Algorithm Design
For a given pattern containing a and b placeholders, check to see if a provided string matches that pattern.
For example, the pattern aaba matches the string “foofoogofoo” (it can make “foo” into a and “go” into b). However, that same pattern, aaba, could not match “foofoofoodog”, since there are no values for a and b that could match that string and pattern (though we can find values for a and b for the pattern aaab for that string).
Patterns can only contain a and b and must start with a.
For example, we can do this for simple patterns containing only a’s:
>>> pattern_match("a", "foo")
True
>>> pattern_match("aa", "foofoo")
True
>>> pattern_match("aa", "foobar")
False
It’s possible for a to be zero-length (a=”“, b=”hi”):
>>> pattern_match("abbab", "hihihi")
True
Or b to be zero-length (a=”foo”, b=”“):
>>> pattern_match("aaba", "foofoofoo")
True
But, more typically, both are non-zero length:
>>> pattern_match("aa", "foodog")
False
>>> pattern_match("aaba" ,"foofoobarfoo")
True
Tricky, but works: (a=”foo”, b=”foobar”):
>>> pattern_match("aba" ,"foofoobarfoo")
True
We’ve given you a file, patternmatch.py with an empty pattern_match function (besides a sanity check on input):
def pattern_match(pattern, astring):
"""Can we make this pattern match this string?"""
# Q&D sanity check on pattern
assert (pattern.replace("a", "").replace("b", "") == ""
and pattern.startswith("a")), "invalid pattern"
Implement this.
Hint
Where to Start
A brute force approach to this problem would scale poorly — trying every combination of patterns for a string quickly will be become too much work. Therefore, stop and think about the problem before you try to write any Python to solve it. Some things to think about:
for a given length string and a given pattern, can you figure out the possible lengths of a?
When trying a particular length of a, can you figure out length of b that would be required?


EXERCISE INSTRUCTIONS ▸
Copy out each line of the data below in which "Activity" appears.

App and web page records
────

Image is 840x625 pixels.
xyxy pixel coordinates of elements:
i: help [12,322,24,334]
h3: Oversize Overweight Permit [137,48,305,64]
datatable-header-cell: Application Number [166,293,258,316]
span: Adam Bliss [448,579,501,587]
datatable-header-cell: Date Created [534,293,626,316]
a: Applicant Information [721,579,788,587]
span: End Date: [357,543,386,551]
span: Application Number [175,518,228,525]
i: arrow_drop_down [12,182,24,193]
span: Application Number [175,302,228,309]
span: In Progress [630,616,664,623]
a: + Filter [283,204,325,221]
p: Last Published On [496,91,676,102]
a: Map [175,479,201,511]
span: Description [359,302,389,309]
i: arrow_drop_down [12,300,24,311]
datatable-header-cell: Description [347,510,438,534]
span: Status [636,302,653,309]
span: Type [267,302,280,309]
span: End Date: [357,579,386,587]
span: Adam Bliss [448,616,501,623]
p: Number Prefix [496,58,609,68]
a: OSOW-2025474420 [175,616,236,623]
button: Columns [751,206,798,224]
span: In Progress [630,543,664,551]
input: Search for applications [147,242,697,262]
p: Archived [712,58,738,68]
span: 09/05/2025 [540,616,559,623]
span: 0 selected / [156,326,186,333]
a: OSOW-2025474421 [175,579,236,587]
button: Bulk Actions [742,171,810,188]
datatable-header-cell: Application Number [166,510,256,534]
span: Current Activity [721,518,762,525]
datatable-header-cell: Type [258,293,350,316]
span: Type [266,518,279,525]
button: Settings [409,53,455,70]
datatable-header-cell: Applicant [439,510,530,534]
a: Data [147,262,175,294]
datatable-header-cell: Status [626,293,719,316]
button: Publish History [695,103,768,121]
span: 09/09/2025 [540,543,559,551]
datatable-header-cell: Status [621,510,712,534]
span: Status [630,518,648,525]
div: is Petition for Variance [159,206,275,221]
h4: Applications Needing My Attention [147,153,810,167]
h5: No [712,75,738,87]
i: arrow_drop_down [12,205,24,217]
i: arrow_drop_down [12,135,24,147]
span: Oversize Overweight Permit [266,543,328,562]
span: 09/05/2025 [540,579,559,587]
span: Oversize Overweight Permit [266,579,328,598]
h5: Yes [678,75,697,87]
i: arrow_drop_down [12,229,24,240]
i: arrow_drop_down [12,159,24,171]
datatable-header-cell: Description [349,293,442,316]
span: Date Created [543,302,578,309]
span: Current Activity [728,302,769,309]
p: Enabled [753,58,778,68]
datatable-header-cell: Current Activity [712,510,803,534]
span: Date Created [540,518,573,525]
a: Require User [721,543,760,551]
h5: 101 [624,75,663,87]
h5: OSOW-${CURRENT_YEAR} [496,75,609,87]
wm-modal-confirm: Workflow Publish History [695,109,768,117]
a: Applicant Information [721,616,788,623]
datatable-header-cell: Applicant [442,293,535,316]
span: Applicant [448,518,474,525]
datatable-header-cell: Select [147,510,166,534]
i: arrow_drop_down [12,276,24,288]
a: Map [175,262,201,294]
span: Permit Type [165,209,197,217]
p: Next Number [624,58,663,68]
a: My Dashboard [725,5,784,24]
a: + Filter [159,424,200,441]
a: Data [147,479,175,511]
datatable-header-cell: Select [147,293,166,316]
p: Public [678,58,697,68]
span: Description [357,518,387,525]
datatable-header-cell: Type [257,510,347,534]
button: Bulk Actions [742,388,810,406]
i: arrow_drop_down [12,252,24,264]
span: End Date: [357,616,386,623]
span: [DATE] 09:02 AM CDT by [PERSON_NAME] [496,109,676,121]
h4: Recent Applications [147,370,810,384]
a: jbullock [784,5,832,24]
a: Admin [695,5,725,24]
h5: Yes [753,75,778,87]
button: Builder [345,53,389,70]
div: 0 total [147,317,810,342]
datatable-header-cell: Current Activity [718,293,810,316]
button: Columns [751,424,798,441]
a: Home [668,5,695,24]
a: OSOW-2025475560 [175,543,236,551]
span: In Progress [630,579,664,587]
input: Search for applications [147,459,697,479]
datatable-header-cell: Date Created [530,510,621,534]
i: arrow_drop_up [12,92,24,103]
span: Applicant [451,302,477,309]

────

WRITTEN RESPONSE ▸
span: Current Activity [721,518,762,525]
span: Current Activity [728,302,769,309]
datatable-header-cell: Current Activity [712,510,803,534]
datatable-header-cell: Current Activity [718,293,810,316]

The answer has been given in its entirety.